Showing posts with label Tobacco. Show all posts
Showing posts with label Tobacco. Show all posts

Tuesday, June 25, 2019

The Barn Series - Day 3 - Bluegrass Scenic Byway

Day 3 and I decided it was high time to switch gears. I know modern day horse barns will not satisfy the vintage barn lovers that follow here. Believe it or not, we are still in the Bluegrass Region in central Kentucky with this post where thoroughbreds and horse farms reign supreme.


Kentucky's heritage is famed for many things. The most famous of those are horses, bourbon and tobacco. Half way between Midway and Lexington sits this barn close enough to the road to get a fairly decent photograph. It's Fall and lucky me the tobacco and been put up and the windows were open to allow the air to help cure it. Every trip I made to this region, I would drive down this particular road where this barn sits, specifically to check in to see if anything was going on with it. Some barns just do that to you. They draw you in. This one did that to me.

On this visit I was happy to find the tobacco hanging in the barn and stopped to take several photos. It's nice to know this old barn still had some use. Tobacco is less and less of a money crop on farms throughout Kentucky today as smoking becomes less and less popular. But there's something about seeing tobacco hanging in an old barn that makes me happy. It takes me back to my youth when smoking was the trend.

All around this beautiful old barn stands horse barns and fields where thoroughbreds graze. I'm never quite sure why to this day tobacco is still put up here. I have photographed many, many barns over the years in my travels. Yet, I never really elaborated on the why and where of it with most of the images. I just felt compelled to do so now. Until tomorrow. ENJOY!

Sunday, November 24, 2013

Curing Tobacco, Bluegrass Scenic Byway

Several weeks ago I made the short drive on my usual route through the Bluegrass Region of Kentucky on SR 1681 near Midway. As the road took me to U. S. 60 near Keeneland, I took a side road back to 1681 past Midway. Along the side road I passed a farm where the tobacco was curing in the barn.

I turned around and went back for a few photos before heading on home. Seeing tobacco curing in this barn took me back to my childhood when my parents and siblings would drive to the country, as we called it, near Springfield, Kentucky to help put up the tobacco on my father's Uncle Mile's farm. Uncle Lee is long gone, as is his children, but his farm still exists and I'm fairly certain one of his grandchildren still runs the farm today. Putting up tobacco was a tedious and arduous process and back breaking work. Luckily, I was too young to help, but I remember well my older siblings toiling in the hot barn in the heat of late summer putting up the tobacco with the sweat covering their tshirts and their moans and groans as hour after hour crept by.

My childhood memories of the many trips to the country to Uncle Lee's farm still linger in my mind. I conjure up memories of taking a bath down in the creek near the road, of creeping out to the outhouse in the dark of night scared to death of every noise, sitting at the large kitchen table in the farmhouse kitchen eating fresh vegetables brought in from the garden. These are only a few of the many memories that seem to go on endlessly in the back of my mind. I wished I could go back there to any one of those trips with my parents and siblings and relatives present, if only for ten minutes, just to soak up a few more memories. ENJOY!

Thursday, August 2, 2012

Kentucky Farm


Such is the scene in and around the Midwest with beautiful barns such as this one situated away from the road. The farmer's corn, tobacco and hay in the foreground. It appears the tobacco is weathering well, but not so the corn. The corn should be three times the height you see it here. Fortunately, this farmer didn't plant a major crop of corn. Hopefully, his tobacco yield will sustain him into next year's growing season. ENJOY!

Wednesday, September 9, 2009

Bluegrass Scenic Byway, Lexington, Kentucky


As I was rummaging through my photos on my desktop tonight, I happened upon this image I took a couple of years ago at just about this time of the year. I thought perhaps my blog friends might like it. In Kentucky tobacco curing in the barn is a common site this time of year. This photo was taken in the Bluegrass Region just northwest of Lexington, Kentucky on the Bluegrass Scenic Byway. This drive, should you ever find yourself in Kentucky, is a beautiful one any time of year but especially so in Fall.

I will be traveling again this weekend to the Great Smoky Mountains National Park south of Knoxville, Tennessee. Such a beautiful, beautiful place. I plan on shooting a lot of photos and posting them in the next few weeks. And the good news is after a large dose of WD40 spray on my Pentax release knob, it's miraculously working again. So along with my digital, I'll take my 20 year old camera to the forest and see if it will shoot some of the leftover slide rolls I have in my camera bag. Wish me luck.

I hope you enjoy the photo! If you read this post, I would love for you to comment. I'm still new at this and I need your input.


▸ WHAT YOU HAVE TO DO
A faithful retyping of every entry below is wanted, with images left out.

(Excerpts from an interface dataset)
------------------------------
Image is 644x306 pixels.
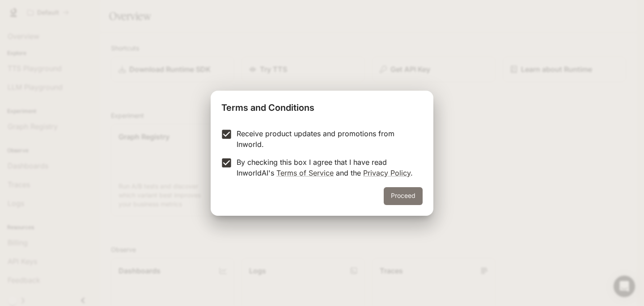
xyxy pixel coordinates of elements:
[363,169,410,177] a: Privacy Policy
[276,169,334,177] a: Terms of Service
[384,187,422,205] button: Proceed
[236,128,415,150] p: Receive product updates and promotions from Inworld.
[236,157,415,178] p: By checking this box I agree that I have read InworldAI's and the .
[211,91,433,121] h2: Terms and Conditions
------------------------------
▸ ANSWER TO THE EXERCISE
Image is 644x306 pixels.
xyxy pixel coordinates of elements:
[363,169,410,177] a: Privacy Policy
[276,169,334,177] a: Terms of Service
[384,187,422,205] button: Proceed
[236,128,415,150] p: Receive product updates and promotions from Inworld.
[236,157,415,178] p: By checking this box I agree that I have read InworldAI's and the .
[211,91,433,121] h2: Terms and Conditions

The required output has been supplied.